There has been no shortage of other air-breathing hypersonic weapon programs within the Department of Defense in recent years that the Navy could seek to leverage, as well. This includes a U.S.-Australian partnership, again related to the development of an air-launched hypersonic missile that would be compatible with the F/A-18E/F design, and the Defense Advanced Research Projects Agency’s (DARPA) Hypersonic Air-breathing Weapon Concept (HAWC) project. HAWC, which the Air Force is also participating in, is supposed to be a stepping stone to that service’s Hypersonic Attack Cruise Missile (HACM) program, which it hopes will produce an operational weapon in the 2027 timeframe.
The Navy’s Fiscal Year 2023 budget proposal does not name any specific desired launch platforms for HALO, but it would seem that it is most interested in integrating this weapon first on its Super Hornets based on its past work. This missile could eventually be integrated onto other Navy aircraft, such as the F-35C Joint Strike Fighter, but the design could easily be too large to fit inside that aircraft’s internal weapons bays. Lockheed Martin has previously released artwork of an F-35C carrying a missile based on its HAWC design externally, which would negatively impact the jet’s stealthy characteristics.
In addition, while the Navy’s immediate goal is clearly to acquire hypersonic anti-ship cruise missile, it is very possible that the final HALO design could also have a land-attack capability. It’s worth noting that the Navy is separately working to acquire a service-specific subvariant of the AGM-158C, the AGM-158C-3, that will blend LRASM’s capabilities with those of the latest versions of its parent design, the AGM-158 Joint Air-to-Surface Standoff Missile (JASSM), and subsequently be able to strike targets on land, as well as ashore.

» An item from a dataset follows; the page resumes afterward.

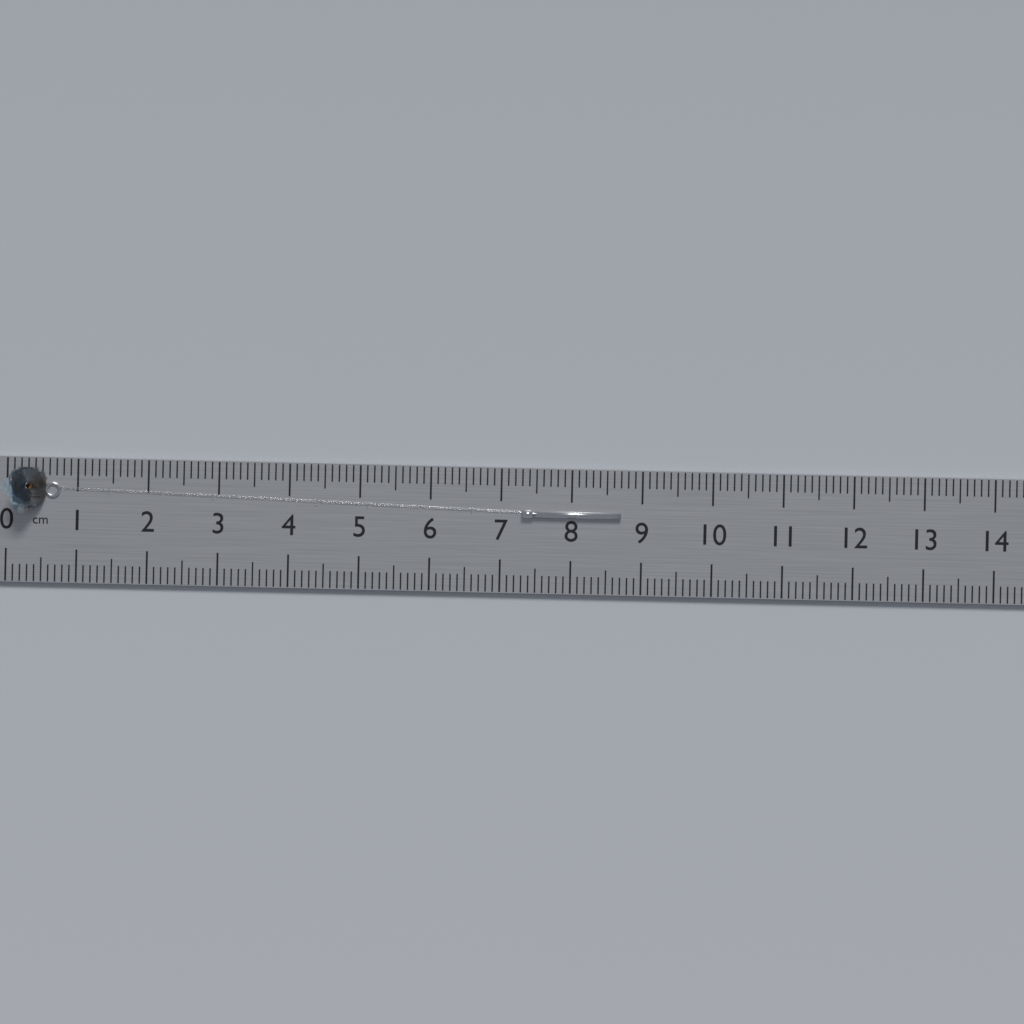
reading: 8.7 cm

Regardless, the Navy’s 2023 Fiscal Year budget proposal makes it clear that the service views HALO as essential to assuring its ability to conduct aerial stand-off strikes at extended ranges against major threats in highly contested environments in any future high-end conflict. Though the budget documents do not specifically name the “evolving near-peer threat capability” that driving the Navy to field this weapon within the next six years, Russia claims to be working toward fielding its own ship-launched air-breathing hypersonic cruise missile, the Zircon. China is pushing ahead in its own development and fielding of high-speed anti-ship cruise missiles and anti-ship ballistic missiles.
HALO is just the latest addition to the Navy’s plans to field various hypersonic missiles of various types within the next decade. This includes the Intermediate-Range Conventional Prompt Strike (IRCPS) missile, which the service is developing together with the Army and that carries an unpowered hypersonic boost-glide vehicle, and the Standard Missile 6 (SM-6) Block IB. IRCPS, which the Navy hopes to deploy first in 2025 on its Zumwalt class stealth destroyers, is intended primarily as a way to strike high-value, heavily defended, and potentially time-sensitive targets ashore. The Navy hopes to field the SM-6 Block IB, a multi-purpose weapon that will be capable of engaging various targets at sea, on land, and in the air, as a new weapon for various classes of ships and submarines in 2027.
With the Navy now aiming for an aggressive development schedule for the air-launched HALO missile, it could potentially have three different new hypersonic missiles in service by the end of the decade.